People have failed to appreciate this because they have looked only at the effect of an in- crease in the gold price on the value of gold already in existence. _They have neglected the effect on the value of newly mined gold. At $35 per ounce the value of annual gold output is now about $1,500 mi1lio. If the Price were trebled this figure would rise to S4,500 million. Private demand before the recent speculative frenzy had been running at about $1,500-$2,000 millions per annum, and this total is unlikely to be exceeded if the gold price were trebled.

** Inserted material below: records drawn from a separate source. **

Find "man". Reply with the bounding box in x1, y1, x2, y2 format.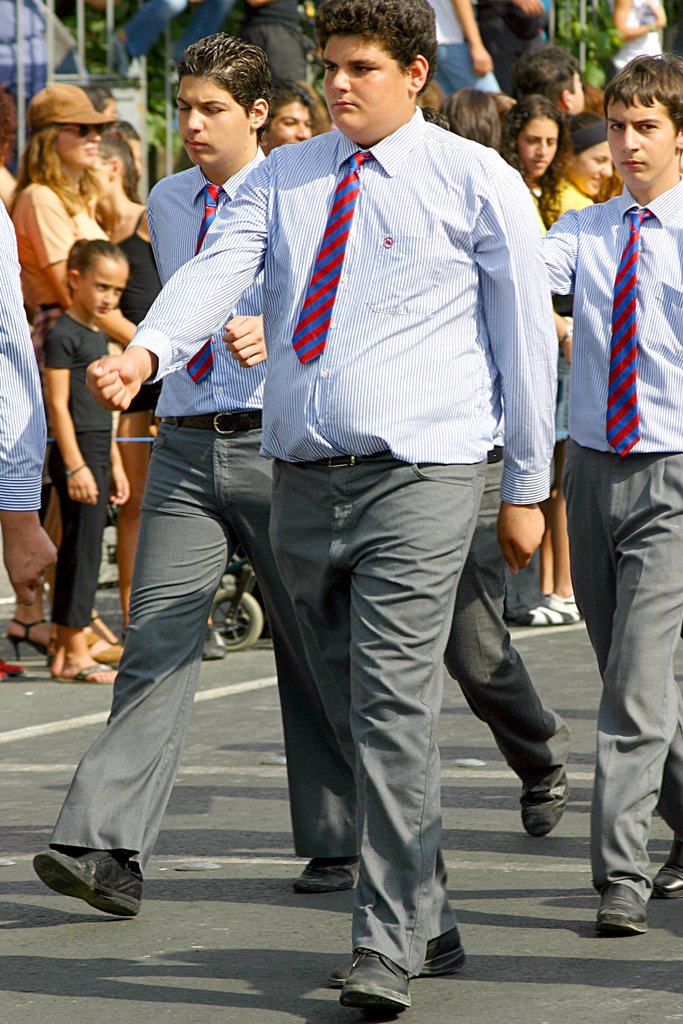
0, 191, 57, 600.
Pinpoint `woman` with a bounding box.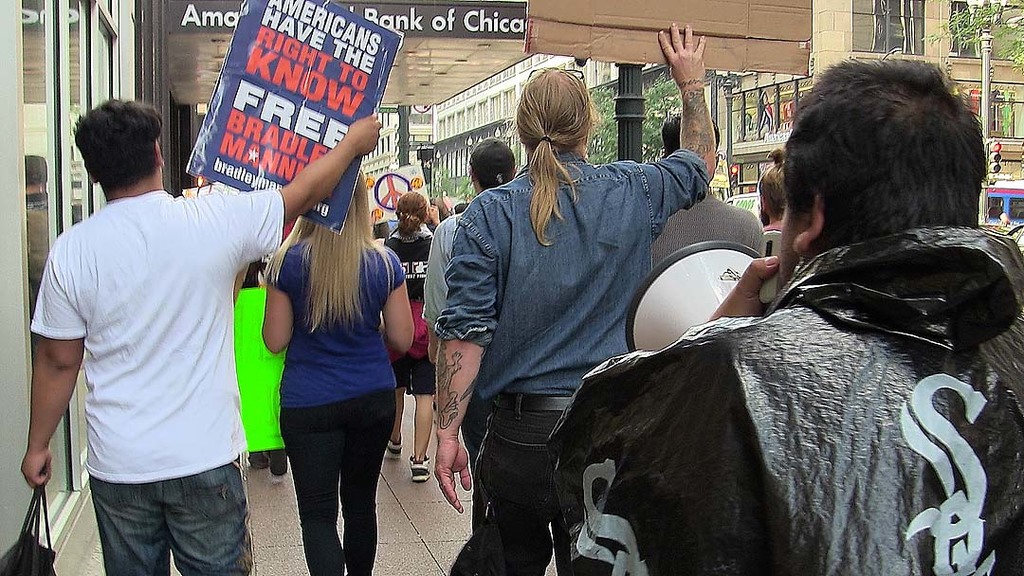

$2,500 millions worth would, therefore, become available each year for adding to monetary gold stocks. This means that countries other than the United States—notably the continental Euro- peans—would be able to run surpluses totalling $2,500 million a year without the United States being in deficit. By the same token, if the United

States did turn out still to be in deficit, the com- bined surpluses of other countries would be that

much in excess of $2,500 million a year. This would mean a situation more like that of the early 1960s, when the continental countries were coming under inflationary pressure from their surpluses and Germany felt contrained to up- value the Deutschemark.

It is amusing to compare this outcome with the views of M. Jacques Rueff. M. Rueff con- siders that a rise in the gold price would lead to a situation in which the balance-of-payments adjustment process was more efficient than it is now. So it probably would—but not in the way M. Rueff thinks. So far from the United States being obliged to deflate more than it is today,

other countries would.be obliged to inflate more or else to upvalue their currencies. I should per- haps add that M. Rueff is worth mentioning

only because he is 'known to have the ear of President de Gaulle. He is not an economist of any intellectual repute. and the monetary mechanism of the pure gold standard, whose restoration he is constantly preaching, is a fig- ment of his imagination; it never existed.

, Does it follow from all this that the United States ought to raise, the official price of gold? Not necessarily. But certainly the split rate—an 'official inter-central-bank price of $35, and a fluctuating price an the private market well above this--:does not offer a permanent solution.

It can only, be a halfway house, leading either to a new and much higher official parity or to a

uniform floating price. with exchange rates be- tween currencies no Fonger dependent even for- mally upon a fixed link with gold. This second

solution would not necessarily mean that cen-

tral banks no longer held gold in their reserves; this would be a matter for each central bank to decide. But it would mean that internationally controlled credit or paper assets, such as nor Special Drawing Rights, moved into the centre of the world monetary system. Unfortunately, the painful negotiations of the past few years have show how difficult it is to reach agree- ment on such schemes, especially when political rivalries are intense Moreover, the disputes would not end with the initial activation of a paper-reserve scheme. They would be recurrent or even continuous—like the disputes over the expansion of 54F quotas in the 1960s.

The greater attraction of a higher official gold price is that it would provide for future in- creases in world reserves without every increase having to be sanctioned by international agree- ment. This would stabilise the system in its pre- sent form. It may not be the best solution logic- ally, but it ought to be considered on its techni- cal merits, without nonsensical labels such as humiliation for the United States' being hung round its neck. Above all, bankers' talk about the collapse of confidence in currencies, about the need for the United States to balance its budget and the need for all the rest of us to tighten our belts by several more notches must be firmly controverted. Deflation will not cure the gold shortage. Such- recommendations are irrelevant to this quite trivial problem.